Created by Michael Levin Dec 18, 2008 at 6:56pm. Last updated by Michael Levin May 4, 2018.
Check out the Codetown Jobs group.
Atlassian recently migrated 4 million Jira databases to Amazon Aurora, intending to reduce costs and improve the reliability of its Jira Cloud platform. Due to the large number of files involved and the constraints of managed services, the team developed a custom tool to orchestrate the process, as traditional cloud migration strategies were not viable.
By Renato LosioLM Studio has released version 0.3.17, introducing support for the Model Context Protocol (MCP) — a step forward in enabling language models to access external tools and data sources. Originally developed by Anthropic, MCP defines a standardized interface for connecting LLMs to services such as GitHub, Notion, or Stripe, enabling more powerful, contextual reasoning.
By Robert KrzaczyńskiGrafana released Tempo 2.8 on June 12, 2025, introducing substantial memory optimizations and expanded functionality in its trace query language, TraceQL. This update is part of an ongoing effort to make distributed tracing more performant and accessible within observability stacks.

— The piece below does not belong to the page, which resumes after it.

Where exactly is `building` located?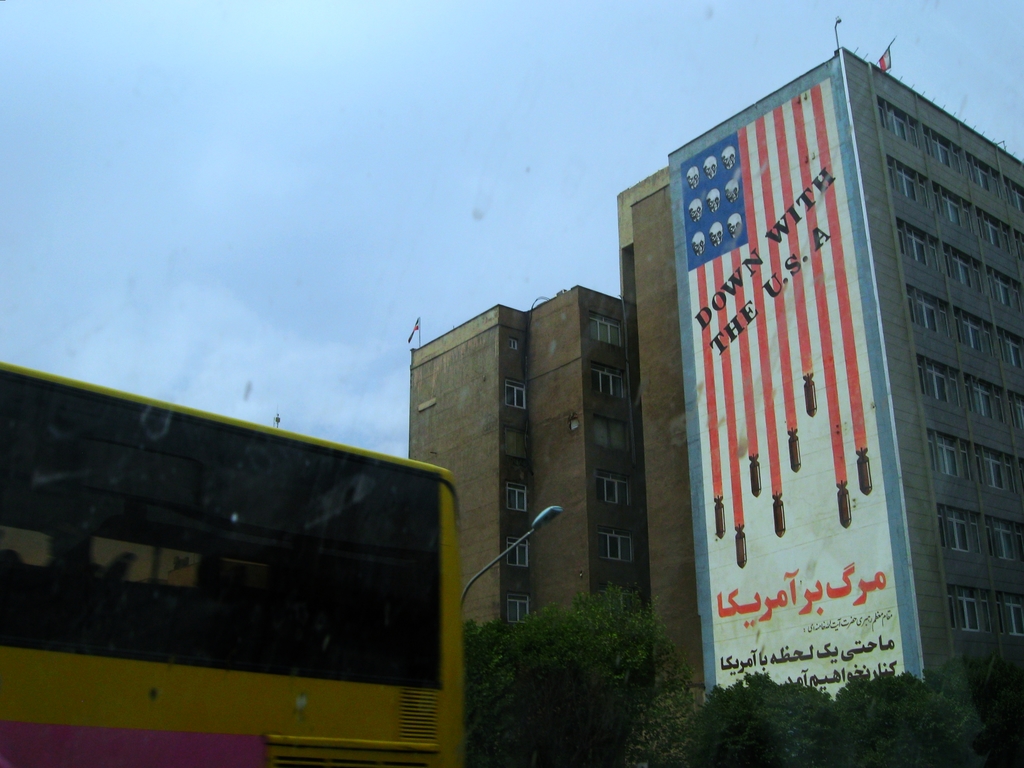
Its bounding box is (left=617, top=19, right=1023, bottom=701).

By Craig RisiLaunched in early preview last May, Gemma 3n is now officially available. It targets mobile-first, on-device AI applications, using new techniques designed to increase efficiency and improve performance, such as per-layer embeddings and transformer nesting.
By Sergio De SimoneIn this article, we explore how AI agents are reshaping software development and the impact they have on a developer’s workflow. We introduce a practical approach to staying in control while working with these tools by adopting key best practices from the discipline of software architecture, including defining an implementation plan, splitting tasks, and so on.